Jim Gray wrote this in 1985 and not much has changed. http://www.hpl.hp.com/techreports/tandem/TR-85.7.pdf

If you hangout here long enough, you will become one of us and reliably won't matter.

:), I hope not.

I speak from experience, my standards are slipping.

Code I suggest on this forum never has any real tests in it because a) I haven't got the time to do it and b) most people asking for help won't understand anyway and I suspect the experienced guys here do similar. But don't let it creep into your own code and libraries.

As I said above I think there will be no excuses when we start writing code for the Due, it has the resources to include more defensive code.

Interesting document, I just read it. Did you know it was written by me? My full name is James Robert Gray, AKA Jim Gray :slight_smile:

From that document

Availability is doing the right thing within the specified response time. Reliability is not doing the wrong thing.

I aim for reliability, I'm content to stop a system rather than continue with bogus information.
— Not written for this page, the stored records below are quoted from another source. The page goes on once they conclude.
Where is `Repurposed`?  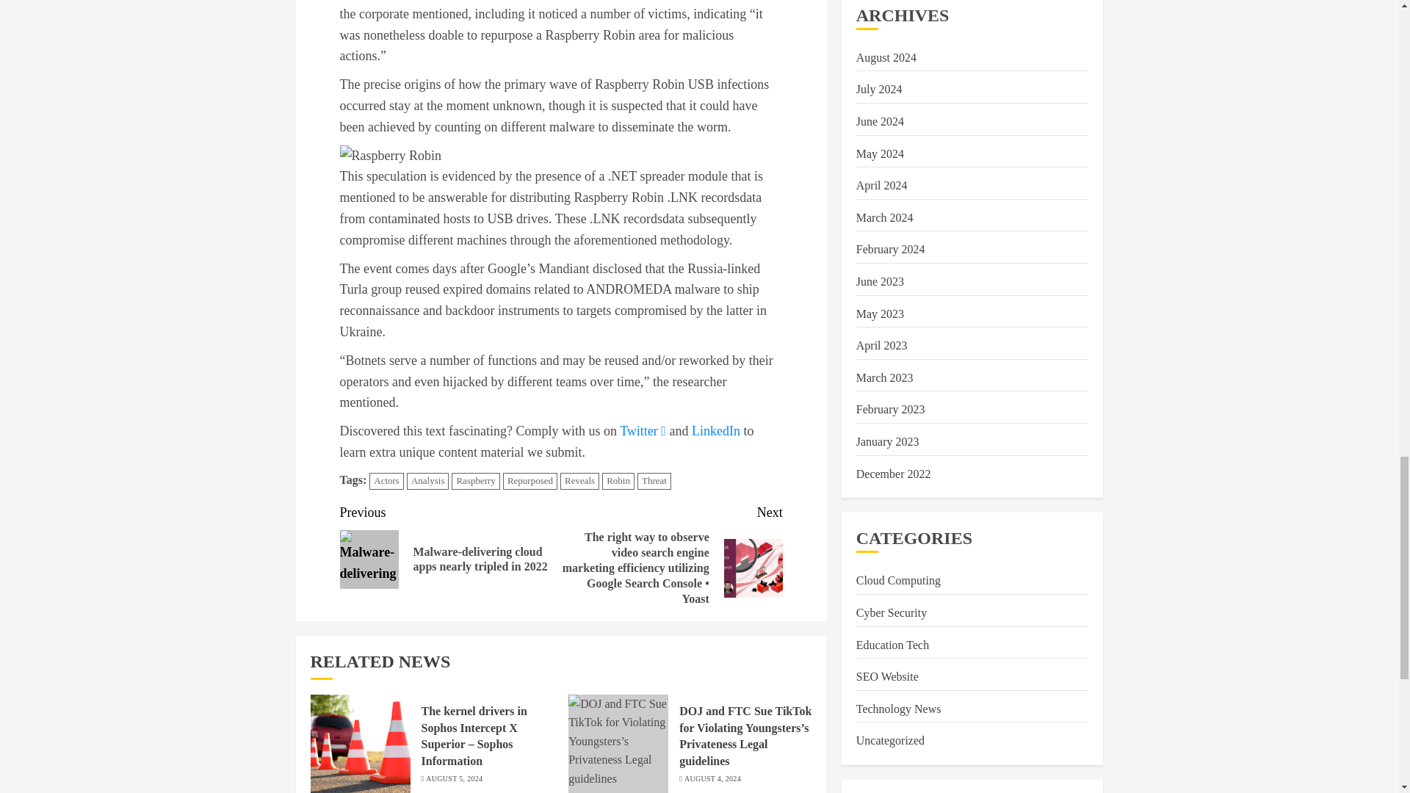 Repurposed is located at coordinates (530, 481).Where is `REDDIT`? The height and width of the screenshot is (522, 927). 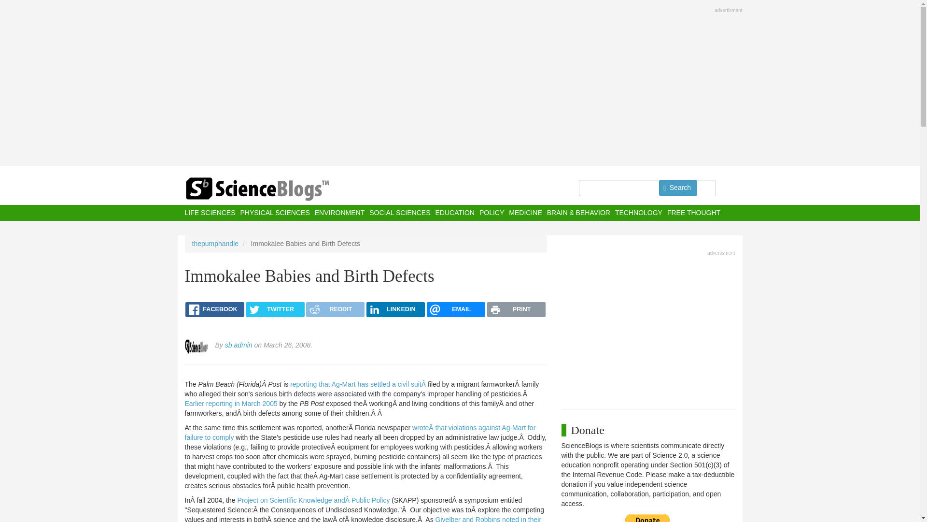 REDDIT is located at coordinates (335, 309).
Availability implies redundancy which is out of the scope of what I'm doing I think.

Make each module fail-fast -- either it does the right thing or stops.

By that definition my code is "fail-fast", meaning that it's better to stop a system entirely and right away rather than let things propagate and probably get worse.

Processes are made fail-fast by defensive programming. They check all their inputs, intermediate results, outputs and data structures as a matter of course. If any error is detected, they signal a failure and stop. In the terminology of [Cristian], fail-fast software has small fault detection latency.

As I am trying to do.

There have been a few threads asking if Arduino can be used in a commercial environment and my answer has always been "No, not in my opinion" (talking from the software point of view here). I haven't looked for a while now but IIRC things like digitalWrite() blindly index into arrays.

The framework I'm writing (examples above are from it) attempts to address these sorts of issues but it's as much an academic project as anything as to be honest nobody seems to care about such things.

Still it keeps me off the streets at night :slight_smile:


Rob

The framework I'm writing (examples above are from it) attempts to address these sorts of issues but it's as much an academic project as anything as to be honest nobody seems to care about such things.

I find most of the things you say to be very interesting, unfortunately, the code you posted above is well above my understanding at this point.

Keep posting, I do pick up pieces at least,
Mark

if (pin >= NATIVE_PINS) {
    SYS_ERROR (ERR_INV_PIN);
    return ERROR;

So you do that in digitalRead, digitalWrite, analogWrite, digitalPinToTimer, digitalPinToBitMask, digitalPinToPort, and some equivalent in portOutputRegister, portModeRegister, portInputRegister, and code in most of the above to CHECK for ERROR on each return, till the error checking is larger than the code that actually is involved in doing something to a pin. (Those are all potentially user-accessable APIs, so they all need to do error checking, right?) And then you'd wonder why everyone is bypassing your code and using direct port IO without putting the error checking back.

Strong error checking seems like a good idea, but when you combine it with other modern programming practices that are also good ideas, you end up executing the same checks "many" times...

Pascal and Ada would have the compiler do this for you invisibly, of course, assuming that you create proper data types (ie tell the compiler that a "pin" is supposed to be from 1 to 19...)

(and that's without the issue of trying to figure out what SYS_ERROR is supposed to do on a deeply embedded system.)

(I guess in C++, the proper course of action is to make everything that's a pin be an object/class, and overload assignment/creation to do the range check so that the other methods don't need to? Except that you lose garbage collection of unused methods, leading to a different version of bloat?)